Humans have been posed with the question that has boggled recent researchers as much as it has back in earlier centuries. Are humans altruistic or are they selfish, think and protect themselves? Darwin advocated that humans are not more cooperative and altruistic, but rather a selfish species. I believe that humans are a self-centered selfish species and agree with Darwin's theory because humans like the idea that they are good souls and are the helping type, but the reality is that we always make decisions after we've decided if it's too risky or it doesn't benefit us at all. Richard Dawkins "The Selfish Gene" and Ian McEwan's "Us or Me" will support this thesis more in depth.

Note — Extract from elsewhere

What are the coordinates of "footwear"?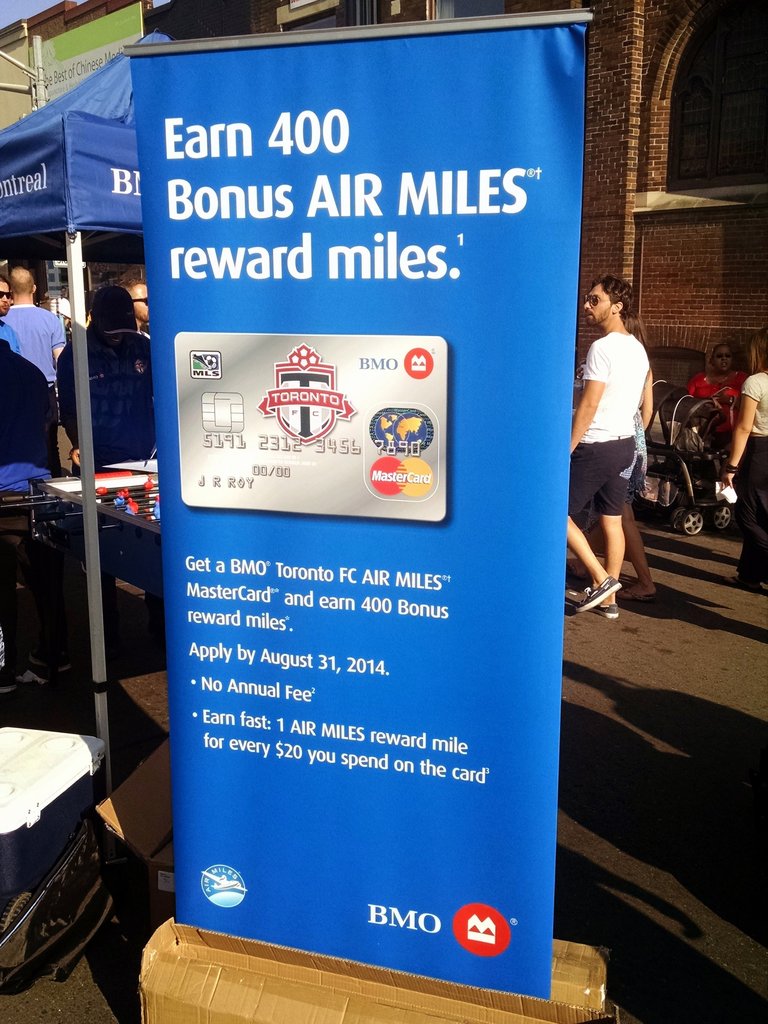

First of all, in McEwan's short story about a group of strangers who encounter an unexpected event in which a hot air ballon was came crashing down and had a young boy and an elderly man. They had a choice to help out or just let the situation unfold naturally. They chose to save the boy. McEwan's main protagonist states, "What were we running toward? I don't think any of us would ever know fully. But superficially the answer was a ballon" (McEwan 267). This quote shows the characters were going out of instinct. Which is normal because at first insticnt people will be willing to help other people if they haven't completely analyzed the situation they're in. While running toward the balloon Jon Rose starts to analyze the situation and says, "We were running toward a catastrophe, which itself was a kind of furnace in whose heat identifies and fates would buckle into new shapes" (McEwan 267). You can start to feel the doubt in his tone of speaking. It starts to prove that even while going over to help someone in need of help a person will always think about the risk involved and what it might to do him.

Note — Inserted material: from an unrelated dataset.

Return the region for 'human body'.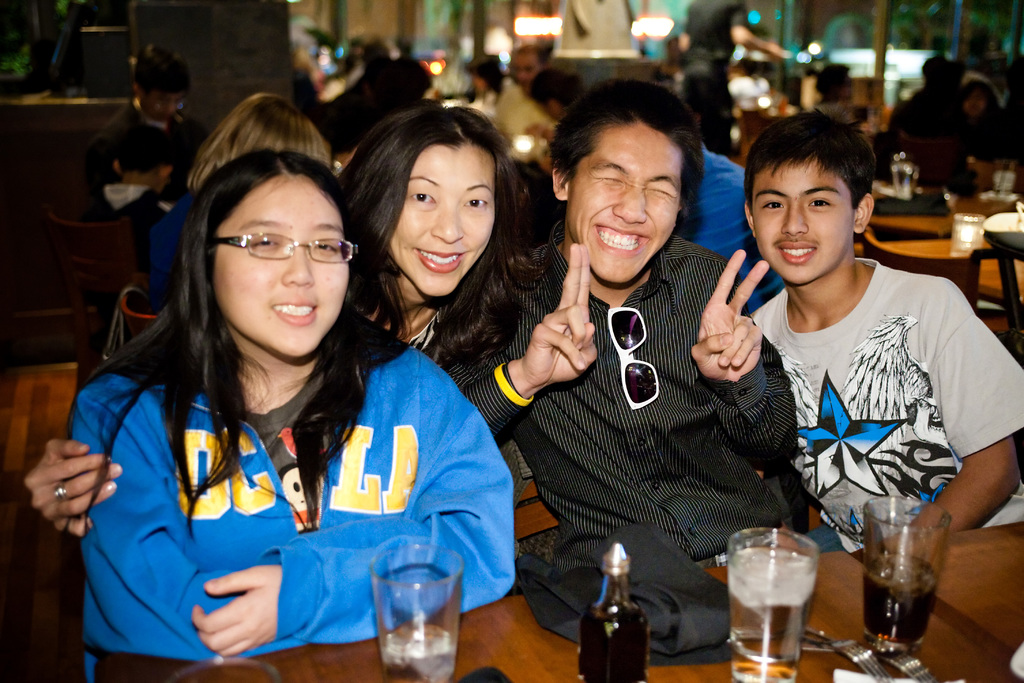
locate(683, 0, 793, 151).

After the balloon was contained the first time. An unexpected detail came up and a huge gust takes the balloon up in the air and six men are holding on to this balloon by a rope in mid air. One of them is the boy's grandfather. Once again, Jon Rose's thoughts show how humans will never be an altruistic species as he describes the running thoughts in his head, "Almost simultaneously with the desire to save the boy, barely a neuronal pulse later, came other thoughts, in which fear and instinct calculations of logarithmic complexity were fused" (McEwan 271). As soon as all these thoughts came to his mind the rest of the people start to drop including the grandfather. This shows that in the long run, humans will weigh out the risks and attempt to be altrustic only if the risks are too great, they might protect themselves rather than somebody else. Even blood or family ties cannot always make a person truly altruistic. Out of all the six men who tried to save the boy only one held on the longest, but eventually lost grip and plummented to his death. One out of six is a very low percentage to consider humans altruistic and generally good.

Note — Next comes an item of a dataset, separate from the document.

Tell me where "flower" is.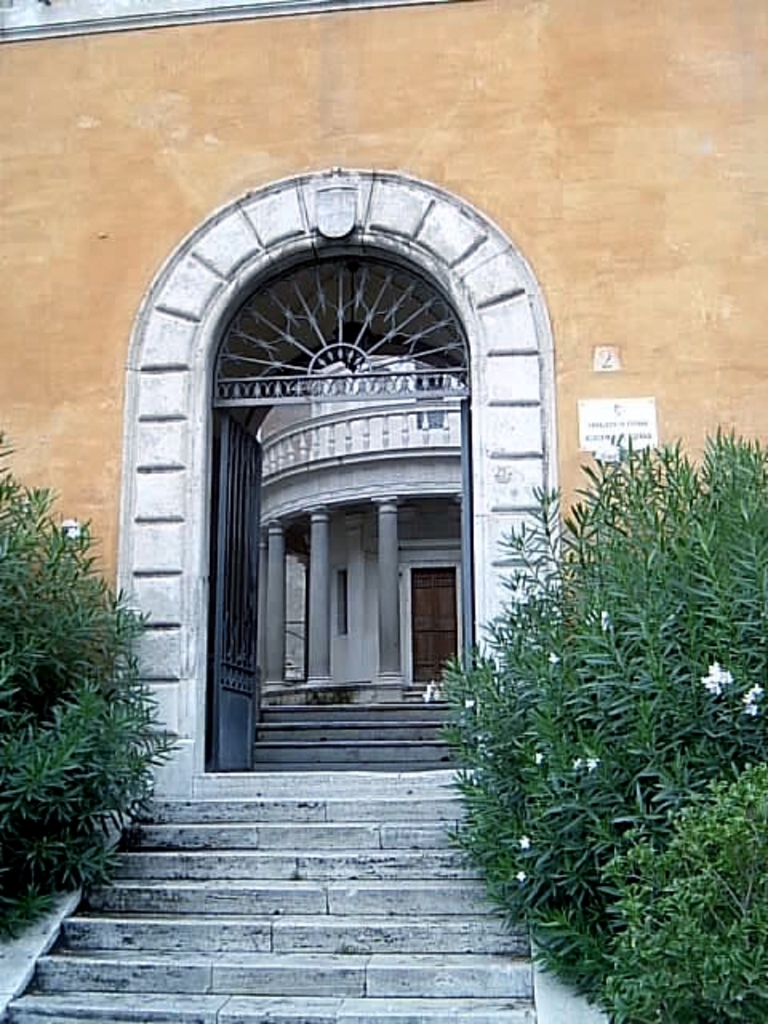
"flower" is at box(533, 752, 544, 766).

In Richard Dawkins book, he argues that humans are a self-centered race. We have this inner "gene" that doesn't allow us to be willing to help other people. In the case of kin saving each other, Dawkins states, "minimum requirement for a suicidal altruistic gene to be successful is that it should save more than two siblings, (children or parents), or more than four half-siblings, (or uncles, aunts, nephews, nieces, grandparents, grandchildren), or more than eight first cousins, etc. Such a gene, on average tends to live on in this bodies of enough individuals saved by the altruist to compensate to the death of the altruist itself" (Dawkins 184). This quote basically means that in order for this altruistic gene to exist this situation must happen normally or statistically more than half of the time. Since this happens seldomly, the idea that humans are altruistic starts to fade away and seem farfetched.
Dawkins questions if altruism exists solely by itself or if it's brought about by our selfish gene. He states, "Basically it does this by helping to program the bodies in which it finds itself to survive and reproduce. But now we are emphasizing that "it" is a distributed agency, existing in many different individuals at once" (Dawkins 179). He feels that humans won't go out of their way to help others without thinking about themselves first. He uses the best type of experiment to support his theory, twins. Twins have shared DNA and if identical and one gives his life to save the other than that altruistic gene must exist in both of them.
In conclusion, the thought that humans are good and will sacrifice themselves to save someone else is false. Humans might save others as long as it doesn't sound or seem too risky to their own lives. Unless it involves a family member then the numbers will be higher, but only out of a selfish thought to protect and save one's own blood.